Two hundred feet underground, a man labors in an illegal gold mine. He and others enslaved like him are underground for as long as 72 hours at a time.
Many of those enslaved had children with them while panning for gold, wading in waters poisoned by mercury that is used in the extraction process.
For this photo, I was escorted by women who had previously been enslaved themselves. They brought me down a narrow set of stairs leading to a green fluorescent-lit basement. This wasn't a brothel as such; it was a "cabin restaurants," as they are known in the trade -- venues for forced prostitution. Each has a small private room where slaves, some as young as seven, entertain and serve the clients, encouraging them to buy alcohol and food. These cubicles are small, dark, and dingy, each identified with a number painted on the wall, and partitioned by plywood and a curtain. The workers here often endure sexual abuse at the hands of the customers. Standing in the near darkness, I realized there was only one way out -- the stairs where I came in: no back doors, no windows large enough to climb through, no escape at all.
Child workers usually work from 1 a.m. to 5 a.m. on cold, windy nights to reel in nets weighing as much as 1,000 pounds when they are full of fish. Skeletal tree limbs submerged in Lake Volta frequently entangle the fishing nets, and and slave masters will throw weary, frightened children into the water to free the trapped lines, sometimes drowning them. I didn't meet one child who didn't know another who had drowned.
Fhanaian NGOs estimate that between 4,000 and 10,000 trafficked children are enslaved on Lake Volta, the largest man-made lake in the world. At first glance this image appears to be a family fishing in the lake, two older brothers and some kids. I was alarmed to learn that they were actually enslaved, working in plain sight. These children have been lost to their parents and are forced to work endless hours in boats on the lake, though they're unable to swim.
There are triumphs, too. Meet Kofi, a young boy who was rescued from slavery in a fishing village. I met Khofi at a shelter where Free the Slaves rehabilitate victims of slavery. He was bathing at the well, pouring big buckets of water over his head. Thanks to the efforts of organizations like Free the Slaves, today Kofi has been reunited with his parents, who were provided tools to make a living and to keep their children safe from human traffickers.
In the Himalayas I found children hauling stone for miles down steep mountain terrain to trucks waiting at the road below. These huge sheets of slate were heavier than the children themselves. The kids hoisted them with their heads using handmade harnesses made from sticks, rope, and torn cloth.
Uttar Pradesh, India: Slaveholders burned down these people's villages after they declared their freedom.
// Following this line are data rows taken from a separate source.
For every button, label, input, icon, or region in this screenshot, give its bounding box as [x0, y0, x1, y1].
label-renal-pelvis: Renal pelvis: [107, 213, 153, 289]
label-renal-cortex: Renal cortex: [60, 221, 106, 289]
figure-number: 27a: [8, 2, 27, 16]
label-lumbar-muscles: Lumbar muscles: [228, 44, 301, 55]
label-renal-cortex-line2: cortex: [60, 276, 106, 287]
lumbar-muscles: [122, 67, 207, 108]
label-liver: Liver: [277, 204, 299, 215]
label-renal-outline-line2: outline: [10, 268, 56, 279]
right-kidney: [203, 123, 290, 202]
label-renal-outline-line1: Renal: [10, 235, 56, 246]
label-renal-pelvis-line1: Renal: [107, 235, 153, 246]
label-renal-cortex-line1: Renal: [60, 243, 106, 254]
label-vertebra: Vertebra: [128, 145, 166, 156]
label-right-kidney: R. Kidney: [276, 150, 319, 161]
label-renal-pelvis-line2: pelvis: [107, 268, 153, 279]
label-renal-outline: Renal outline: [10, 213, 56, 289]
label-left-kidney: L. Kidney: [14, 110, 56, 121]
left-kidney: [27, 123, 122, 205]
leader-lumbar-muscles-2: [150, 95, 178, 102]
Many of the neighbors wanted to give up, they were so frightened -- but the woman in the center encouraged them to persevere. Abolitionists helped them get a quarry lease of their own. Now they do the same backbreaking work, but they at least get paid for it, and they do it in freedom.
In India I visited a village where whole families were enslaved in the silk industry. This is a family portrait. The father (hands in black) and his sons (hands in red and blue) are held captive in a "silk dyeing house." The dye they work with is toxic. It's common for entire families to be enslaved for generations. My translator told me their story. "We have no freedom," they said. "But we hope, some day, we will be able to leave this house and make dyes in a place where we actually get paid for it."